Unas Cuantas Balas Por Sapo Site
In the literal sense: a few bullets for a toad . But in the street code of several Latin American countries — Colombia, Mexico, Venezuela — a sapo isn’t an amphibian. A sapo is an informant. A snitch. Someone who sings to the enemy, to the police, to the wrong people.
To an outsider, it sounds like tough poetry. To someone from a town where bodies turn up with signature wounds — a pattern of bullets meant to say “this was for talking” — it sounds like an epitaph. I’m not here to glorify violence. I’m here because language carries truth. Unas cuantas balas por sapo is a window into a world where silence is survival, and words can be death sentences.
The phrase isn’t shouted. It’s said quietly, over a beer, or left on a crumpled note. “Ese tipo es sapo. Denle sus cuantas balas.” unas cuantas balas por sapo
The image is ugly on purpose. A sapo isn’t a noble rat or a cunning fox. It’s a clammy, bulging-eyed thing that hides in mud and suddenly makes noise — usually to save its own skin.
“Por sapo le dieron / las que ya saben / plomo parejo / sin que nadie le alce.” In the literal sense: a few bullets for a toad
The phrase doesn’t distinguish. And that’s the point of its brutality: in a war without rules, fear turns everyone into a potential sapo . And so the cycle continues. You’ll hear it in corridos tumbados, in old-school narcocorridos, in spoken verses from the barrio:
So unas cuantas balas por sapo becomes a sort of twisted justice: you betray, you bleed. But here’s where the phrase haunts me. Because in the real world — not the narco-corrido fantasy — many sapos aren’t hardened traitors. They’re scared kids. Broke neighbors. A mother who gave a name to stop her son from being recruited. A worker who saw something he shouldn’t have. A snitch
There are phrases that stop you cold. “Unas cuantas balas por sapo” is one of them.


◆ **Activity**
Every line below is to be given again precisely; images are to be left out.

◆ **Working data**
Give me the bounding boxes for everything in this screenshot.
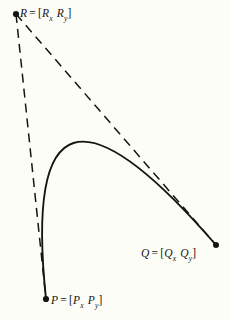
label-q-symbol: Q — [141, 247, 150, 259]
figure-canvas: R=[RxRy] Q=[QxQy] P=[PxPy] — [0, 0, 229, 320]
diagram-svg — [0, 0, 229, 320]
label-q-y-sub: y — [189, 254, 193, 263]
label-r-y-sub: y — [64, 14, 68, 23]
label-r-equals: = — [27, 7, 38, 19]
label-p-x-sub: x — [80, 301, 84, 310]
dashed-line-r-to-p — [16, 14, 46, 299]
label-p-close-bracket: ] — [98, 294, 102, 306]
bezier-curve-path — [42, 142, 216, 299]
label-q-y-base: Q — [180, 247, 189, 259]
label-r-x-sub: x — [49, 14, 53, 23]
label-point-p: P=[PxPy] — [51, 295, 103, 307]
label-q-equals: = — [150, 247, 161, 259]
label-r-close-bracket: ] — [67, 7, 71, 19]
point-marker-p — [43, 296, 49, 302]
point-marker-q — [213, 242, 219, 248]
point-marker-r — [13, 11, 19, 17]
label-point-r: R=[RxRy] — [20, 8, 72, 20]
label-point-q: Q=[QxQy] — [141, 248, 196, 260]
label-q-close-bracket: ] — [192, 247, 196, 259]
dashed-line-r-to-q — [16, 14, 216, 245]
label-q-x-sub: x — [173, 254, 177, 263]
label-p-y-sub: y — [95, 301, 99, 310]
label-p-y-base: P — [88, 294, 95, 306]
label-r-y-base: R — [57, 7, 64, 19]
label-q-x-base: Q — [164, 247, 173, 259]
label-p-equals: = — [58, 294, 69, 306]
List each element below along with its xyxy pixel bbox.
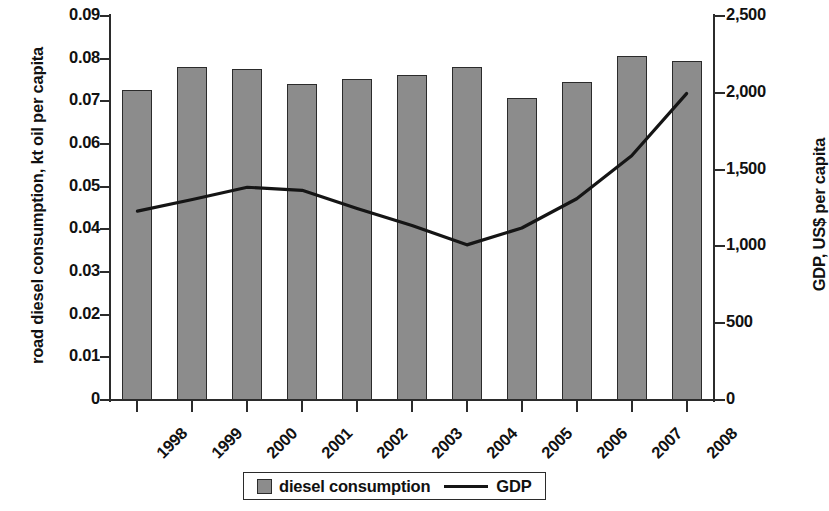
x-axis-tick-mark <box>466 401 468 412</box>
x-axis-tick-mark <box>411 401 413 412</box>
x-axis-tick-mark <box>356 401 358 412</box>
legend-item-gdp: GDP <box>430 477 531 496</box>
y-axis-left-tick-mark <box>100 399 110 401</box>
x-axis-tick-label: 2007 <box>647 424 686 463</box>
x-axis-tick-label: 2005 <box>537 424 576 463</box>
x-axis-tick-mark <box>576 401 578 412</box>
y-axis-left-tick-mark <box>100 143 110 145</box>
x-axis-tick-mark <box>631 401 633 412</box>
x-axis-tick-label: 2003 <box>428 424 467 463</box>
x-axis-tick-label: 2001 <box>318 424 357 463</box>
y-axis-left-tick-mark <box>100 15 110 17</box>
x-axis-tick-label: 2008 <box>702 424 741 463</box>
x-axis-tick-label: 2002 <box>373 424 412 463</box>
x-axis-tick-mark <box>191 401 193 412</box>
legend-line-swatch-icon <box>444 485 488 488</box>
y-axis-right-tick-mark <box>715 245 725 247</box>
x-axis-tick-label: 2006 <box>592 424 631 463</box>
x-axis-tick-mark <box>136 401 138 412</box>
x-axis-tick-label: 2000 <box>263 424 302 463</box>
y-axis-left-tick-mark <box>100 314 110 316</box>
x-axis-tick-label: 2004 <box>483 424 522 463</box>
x-axis-tick-mark <box>246 401 248 412</box>
y-axis-right-tick-mark <box>715 169 725 171</box>
y-axis-left-tick-mark <box>100 228 110 230</box>
legend-square-swatch-icon <box>257 479 272 494</box>
y-axis-right-tick-mark <box>715 15 725 17</box>
x-axis-tick-label: 1998 <box>153 424 192 463</box>
y-axis-right-tick-mark <box>715 322 725 324</box>
x-axis-tick-label: 1999 <box>208 424 247 463</box>
legend-label-gdp: GDP <box>496 477 531 496</box>
y-axis-left-tick-mark <box>100 271 110 273</box>
x-axis-tick-mark <box>686 401 688 412</box>
y-axis-right-tick-mark <box>715 399 725 401</box>
chart-legend: diesel consumption GDP <box>243 472 546 500</box>
y-axis-left-tick-mark <box>100 100 110 102</box>
legend-label-diesel-consumption: diesel consumption <box>279 477 430 496</box>
y-axis-left-tick-mark <box>100 58 110 60</box>
y-axis-left-tick-mark <box>100 186 110 188</box>
legend-item-diesel-consumption: diesel consumption <box>257 477 430 496</box>
x-axis-tick-mark <box>301 401 303 412</box>
y-axis-right-tick-mark <box>715 92 725 94</box>
y-axis-left-tick-mark <box>100 356 110 358</box>
x-axis-tick-mark <box>521 401 523 412</box>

◆ **Output of the exercise**
Give me the bounding boxes for everything in this screenshot.
label-q-symbol: Q — [141, 247, 150, 259]
figure-canvas: R=[RxRy] Q=[QxQy] P=[PxPy] — [0, 0, 229, 320]
diagram-svg — [0, 0, 229, 320]
label-q-y-sub: y — [189, 254, 193, 263]
label-r-y-sub: y — [64, 14, 68, 23]
label-r-equals: = — [27, 7, 38, 19]
label-p-x-sub: x — [80, 301, 84, 310]
dashed-line-r-to-p — [16, 14, 46, 299]
label-p-close-bracket: ] — [98, 294, 102, 306]
bezier-curve-path — [42, 142, 216, 299]
label-q-y-base: Q — [180, 247, 189, 259]
label-r-x-sub: x — [49, 14, 53, 23]
label-point-p: P=[PxPy] — [51, 295, 103, 307]
label-q-equals: = — [150, 247, 161, 259]
label-r-close-bracket: ] — [67, 7, 71, 19]
point-marker-p — [43, 296, 49, 302]
point-marker-q — [213, 242, 219, 248]
point-marker-r — [13, 11, 19, 17]
label-point-r: R=[RxRy] — [20, 8, 72, 20]
label-point-q: Q=[QxQy] — [141, 248, 196, 260]
label-q-close-bracket: ] — [192, 247, 196, 259]
dashed-line-r-to-q — [16, 14, 216, 245]
label-q-x-sub: x — [173, 254, 177, 263]
label-p-y-sub: y — [95, 301, 99, 310]
label-p-y-base: P — [88, 294, 95, 306]
label-r-y-base: R — [57, 7, 64, 19]
label-q-x-base: Q — [164, 247, 173, 259]
label-p-equals: = — [58, 294, 69, 306]
List each element below along with its xyxy pixel bbox.
x-axis-tick-mark <box>466 401 468 412</box>
x-axis-tick-mark <box>411 401 413 412</box>
x-axis-tick-mark <box>356 401 358 412</box>
legend-item-gdp: GDP <box>430 477 531 496</box>
y-axis-left-tick-mark <box>100 399 110 401</box>
x-axis-tick-label: 2007 <box>647 424 686 463</box>
x-axis-tick-label: 2005 <box>537 424 576 463</box>
x-axis-tick-mark <box>576 401 578 412</box>
y-axis-left-tick-mark <box>100 143 110 145</box>
x-axis-tick-mark <box>631 401 633 412</box>
x-axis-tick-label: 2003 <box>428 424 467 463</box>
x-axis-tick-label: 2001 <box>318 424 357 463</box>
y-axis-left-tick-mark <box>100 15 110 17</box>
x-axis-tick-label: 2008 <box>702 424 741 463</box>
x-axis-tick-label: 2002 <box>373 424 412 463</box>
x-axis-tick-mark <box>191 401 193 412</box>
legend-line-swatch-icon <box>444 485 488 488</box>
y-axis-right-tick-mark <box>715 245 725 247</box>
x-axis-tick-label: 2006 <box>592 424 631 463</box>
x-axis-tick-mark <box>136 401 138 412</box>
x-axis-tick-label: 2000 <box>263 424 302 463</box>
y-axis-left-tick-mark <box>100 314 110 316</box>
x-axis-tick-label: 2004 <box>483 424 522 463</box>
x-axis-tick-mark <box>246 401 248 412</box>
y-axis-right-tick-mark <box>715 169 725 171</box>
y-axis-left-tick-mark <box>100 228 110 230</box>
legend-square-swatch-icon <box>257 479 272 494</box>
y-axis-right-tick-mark <box>715 15 725 17</box>
x-axis-tick-label: 1998 <box>153 424 192 463</box>
y-axis-right-tick-mark <box>715 322 725 324</box>
x-axis-tick-label: 1999 <box>208 424 247 463</box>
legend-label-gdp: GDP <box>496 477 531 496</box>
y-axis-left-tick-mark <box>100 271 110 273</box>
x-axis-tick-mark <box>686 401 688 412</box>
y-axis-right-tick-mark <box>715 399 725 401</box>
chart-legend: diesel consumption GDP <box>243 472 546 500</box>
y-axis-left-tick-mark <box>100 100 110 102</box>
legend-label-diesel-consumption: diesel consumption <box>279 477 430 496</box>
y-axis-left-tick-mark <box>100 58 110 60</box>
y-axis-left-tick-mark <box>100 186 110 188</box>
legend-item-diesel-consumption: diesel consumption <box>257 477 430 496</box>
x-axis-tick-mark <box>301 401 303 412</box>
y-axis-right-tick-mark <box>715 92 725 94</box>
y-axis-left-tick-mark <box>100 356 110 358</box>
x-axis-tick-mark <box>521 401 523 412</box>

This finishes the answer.